Why are the files (proguard-android.txt and proguard-rules.pro) defined differently?
The magical getDefaultProguardFile(‘proguard-android.txt') loads file named proguard-android.txt from the standard location in the Android SDK (the location is ${ANDROID_SDK}/tools/proguard/).
Other config files are resolved locally, so file proguard-rules.pro is expected to be at the root of the current Gradle module.
Why are there two separate files? And what is the relationship between proguard-android.txt and proguard-rules.pro?
ProGuard configuration is additive. You can define some rules in one file and other in other files. The rules are internally concatenated into single list of rules.
File getDefaultProguardFile(‘proguard-android.txt') contains several general rules for all Android apps (check them yourself, in the file in your SDK). The local proguard-rules.pro is expected to contain rules specific for your own app. For example you want to make sure that a class is not stripped away when you use it only through reflection (I'll get to that later).
Note that having multiple local files is very useful. For example you can use two local config files for debug builds - one with the release rules for your app and the second containing rules disabling obfuscation.
Also note that the additive behaviour of the configurations can be a bit troubling. If you add a rule in one config file, you cannot remove it in another. So be careful with very general rules (e.g. imagine adding -keep class ** { *; }).
When are the statements in these files called and in what order?
You can define them in any order, there's no difference. And you can define the same rule in multiple files, it doesn't matter. The order of the specified files doesn't matter either.
ProGuard itself is run as a single job within the Android build (single Gradle task to be precise). The task is provided all the inputs:
classes to manipulate
library classes to use but not manipulate
output path for generated processed jar
ProGuard rules specifying the manipulation
output paths for various output information (what was removed, mapping, …)
And then it processes the files and generates an output which is further processed by the Gradle build.
How does ProGuard actually work? And why do I need the rules?

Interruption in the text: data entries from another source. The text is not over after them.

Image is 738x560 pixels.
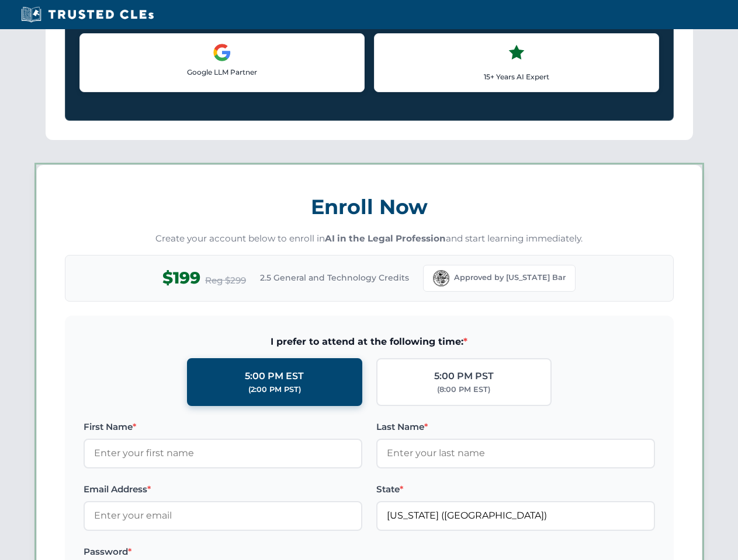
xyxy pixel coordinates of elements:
img: Trusted CLEs [18,6,157,24]
span: $199 [162,265,200,291]
span: 2.5 General and Technology Credits [260,271,409,284]
input: Enter your first name [83,439,362,468]
div: (2:00 PM PST) [248,384,301,396]
p: Create your account below to enroll in and start learning immediately. [65,232,674,246]
h3: Enroll Now [65,189,674,225]
strong: AI in the Legal Profession [324,233,446,244]
label: First Name [83,420,362,434]
p: Google LLM Partner [89,67,354,78]
span: Approved by [US_STATE] Bar [454,272,566,283]
div: 5:00 PM EST [245,369,303,384]
img: Florida Bar [433,270,449,287]
input: Florida (FL) [376,502,655,531]
span: I prefer to attend at the following time: [83,334,655,350]
p: 15+ Years AI Expert [384,71,649,82]
div: (8:00 PM EST) [437,384,490,396]
label: Last Name [376,420,655,434]
label: State [376,482,655,496]
div: 5:00 PM PST [434,369,494,384]
label: Email Address [83,482,362,496]
input: Enter your last name [376,439,655,468]
img: Google [212,43,232,62]
label: Password [83,545,362,559]
span: Reg $299 [205,274,246,288]
input: Enter your email [83,502,362,531]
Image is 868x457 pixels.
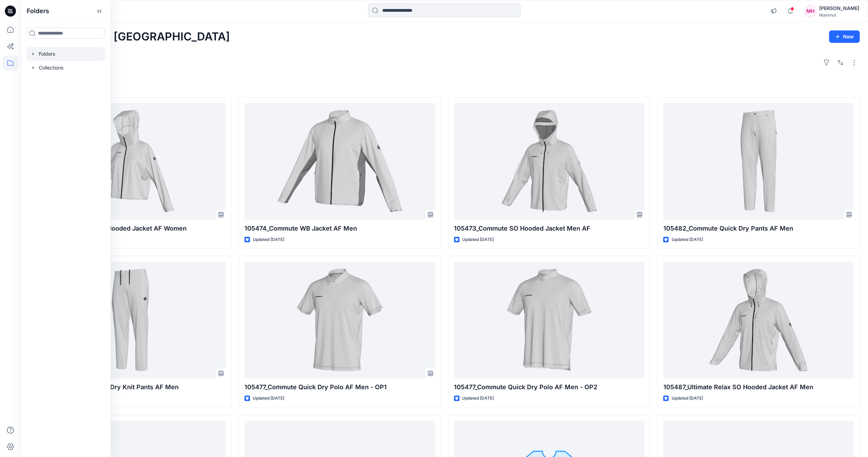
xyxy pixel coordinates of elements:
[663,224,854,234] p: 105482_Commute Quick Dry Pants AF Men
[672,236,703,244] p: Updated [DATE]
[819,4,859,13] div: [PERSON_NAME]
[454,224,645,234] p: 105473_Commute SO Hooded Jacket Men AF
[245,224,435,234] p: 105474_Commute WB Jacket AF Men
[454,382,645,392] p: 105477_Commute Quick Dry Polo AF Men - OP2
[454,103,645,220] a: 105473_Commute SO Hooded Jacket Men AF
[663,103,854,220] a: 105482_Commute Quick Dry Pants AF Men
[245,382,435,392] p: 105477_Commute Quick Dry Polo AF Men - OP1
[29,82,859,90] h4: Styles
[819,13,859,18] div: Mammut
[253,395,284,402] p: Updated [DATE]
[454,262,645,378] a: 105477_Commute Quick Dry Polo AF Men - OP2
[804,5,816,17] div: MH
[663,262,854,378] a: 105487_Ultimate Relax SO Hooded Jacket AF Men
[829,30,859,43] button: New
[462,236,494,244] p: Updated [DATE]
[35,382,225,392] p: 105483_Commute Quick Dry Knit Pants AF Men
[35,224,225,234] p: 105475_Commute Light Hooded Jacket AF Women
[35,103,225,220] a: 105475_Commute Light Hooded Jacket AF Women
[672,395,703,402] p: Updated [DATE]
[462,395,494,402] p: Updated [DATE]
[35,262,225,378] a: 105483_Commute Quick Dry Knit Pants AF Men
[245,103,435,220] a: 105474_Commute WB Jacket AF Men
[253,236,284,244] p: Updated [DATE]
[245,262,435,378] a: 105477_Commute Quick Dry Polo AF Men - OP1
[29,30,230,43] h2: Welcome back, [GEOGRAPHIC_DATA]
[663,382,854,392] p: 105487_Ultimate Relax SO Hooded Jacket AF Men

ProGuard traverses the whole call graph of classes/methods/fields/…. It starts with the classes/methods/… defined by the provided rules. Then traverses the call graph and marks classes/methods/fields/… as necessary and keeps them for the output. So if you call it with no matching keep rules it will generate an empty output (or maybe it will throw an error and tell you to define some, I don't remember now). ProGuard doesn't recognize calls done via reflection, so you have to add some rules to handle that. There are many other cases that require you to add some rules, check the documentation for that.
Final notes
If you check ProGuard documentation you can find various rules
you can use. But not all of the rules are good for Android (ProGuard is a general Java tool).
Some rules are generated by Android build itself, you don't have to define them yourself. There are 2 types of such rules:
General config rules like -injars, -libraryjars, …
Rules generated from AndroidManifest.xml and resources (layouts). Android build (aapt tool) generates rules to keep classes mentioned in the manifest (activities, services, receivers, …) and custom views used in layouts. You can check these generated rules in build/intermediates/proguard-rules/${PRODUCT_FLAVOR}/${BUILD_TYPE}/aapt_rules.txt
Some rules can come from aar libraries. The libraries can contain ProGuard config necessary for the library to work (there can be proguard.txt file inside).
When writing Android libraries yourself be extremely careful with the rules you want to add to the aar. Because of the additive nature of the rules, it can cause problems for the app that bundles the library.